Faye Gonzales of ABS-CBN News said: “A jejemon (short for a ‘jeje’ monster) is defined as someone who excessively uses uncommon letters such as x, y, w and h in every word or sentence, making it harder for people to understand.”
“Here’s an example: ‘EiOnG PhUaRanG gAhNitOh PoWHzz mAgZuLat,, jEjE,’ which simply means ‘Iyong parang ganito po magsulat…hehe’ (Someone who writes like this…hehe).”
It seems that Jejemon is a by-product of shortened text messages which are further polluted by those who do not really know how to spell correctly. It is just as annoying when someone uses text style messages when sending emails, as if they are paying for every letter.
Each generation had its own take on words and hand signs/body language. Until jejemon came along, the previous generations’ lingual aberrations were merely passing fads and had no debilitating effect on their practitioners’ ability to communicate and think conventionally.
Jejemon would be to language what termite is to timber. It weakens
the structure and eventually destroys its host. Although languages need to be dynamic, adding to their vocabulary of words and idiomatic expressions, these additions contribute to the effectiveness of communications. Jejemon excludes major segments of a country’s population from a minority’s communication loop and serves only to divide and isolate rather than unify a people and their nation in the task of nation building.
Where will jejemon take Philippine literature, poetry and even arts and science? A representative from the Philippines’ Department of Education said on TV that it doesn’t think jejemon is harmful to students. Of course it is not “harmful” in the sense that it will not make them blind or deaf. But it could make them brain dead and relegate them to a world where they can communicate only within their jejemon circle, aside from isolating themselves from the non-jejemon-speaking members of their own families.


--- What the exercise asks ---
The expected output is every line of the data exactly as shown, minus the images.
───── Entries provided
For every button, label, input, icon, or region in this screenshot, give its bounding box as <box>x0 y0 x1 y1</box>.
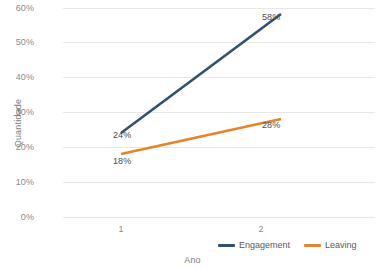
legend-item-engagement[interactable]: Engagement <box>218 240 290 250</box>
gridline-50 <box>63 42 375 43</box>
gridline-30 <box>63 112 375 113</box>
gridline-0 <box>63 217 375 218</box>
y-axis-title: Quantidade <box>13 83 23 163</box>
plot-area <box>63 8 375 217</box>
x-axis-title: Ano <box>0 255 385 265</box>
y-tick-label: 60% <box>0 3 34 13</box>
legend-label: Engagement <box>239 240 290 250</box>
data-label-leaving-1: 18% <box>113 156 131 166</box>
y-tick-label: 50% <box>0 37 34 47</box>
gridline-20 <box>63 147 375 148</box>
y-tick-label: 40% <box>0 72 34 82</box>
gridline-60 <box>63 8 375 9</box>
data-label-engagement-1: 24% <box>113 130 131 140</box>
y-tick-label: 10% <box>0 177 34 187</box>
chart-legend: Engagement Leaving <box>218 240 357 250</box>
legend-label: Leaving <box>325 240 357 250</box>
gridline-10 <box>63 182 375 183</box>
gridline-40 <box>63 77 375 78</box>
line-chart: 60% 50% 40% 30% 20% 10% 0% Quantidade 24… <box>0 0 385 269</box>
legend-swatch-icon <box>218 244 235 247</box>
data-label-leaving-2: 28% <box>262 120 280 130</box>
legend-swatch-icon <box>304 244 321 247</box>
data-label-engagement-2: 58% <box>262 12 280 22</box>
x-tick-label: 1 <box>101 224 141 234</box>
y-tick-label: 0% <box>0 212 34 222</box>
x-tick-label: 2 <box>241 224 281 234</box>
legend-item-leaving[interactable]: Leaving <box>304 240 357 250</box>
──────────
--- Written reply ---
For every button, label, input, icon, or region in this screenshot, give its bounding box as <box>x0 y0 x1 y1</box>.
legend-item-engagement[interactable]: Engagement <box>218 240 290 250</box>
gridline-50 <box>63 42 375 43</box>
gridline-30 <box>63 112 375 113</box>
gridline-0 <box>63 217 375 218</box>
y-axis-title: Quantidade <box>13 83 23 163</box>
plot-area <box>63 8 375 217</box>
x-axis-title: Ano <box>0 255 385 265</box>
y-tick-label: 60% <box>0 3 34 13</box>
legend-label: Engagement <box>239 240 290 250</box>
data-label-leaving-1: 18% <box>113 156 131 166</box>
y-tick-label: 50% <box>0 37 34 47</box>
gridline-20 <box>63 147 375 148</box>
y-tick-label: 40% <box>0 72 34 82</box>
gridline-60 <box>63 8 375 9</box>
data-label-engagement-1: 24% <box>113 130 131 140</box>
y-tick-label: 10% <box>0 177 34 187</box>
chart-legend: Engagement Leaving <box>218 240 357 250</box>
legend-label: Leaving <box>325 240 357 250</box>
gridline-10 <box>63 182 375 183</box>
gridline-40 <box>63 77 375 78</box>
line-chart: 60% 50% 40% 30% 20% 10% 0% Quantidade 24… <box>0 0 385 269</box>
legend-swatch-icon <box>218 244 235 247</box>
data-label-leaving-2: 28% <box>262 120 280 130</box>
legend-swatch-icon <box>304 244 321 247</box>
data-label-engagement-2: 58% <box>262 12 280 22</box>
x-tick-label: 1 <box>101 224 141 234</box>
y-tick-label: 0% <box>0 212 34 222</box>
x-tick-label: 2 <box>241 224 281 234</box>
legend-item-leaving[interactable]: Leaving <box>304 240 357 250</box>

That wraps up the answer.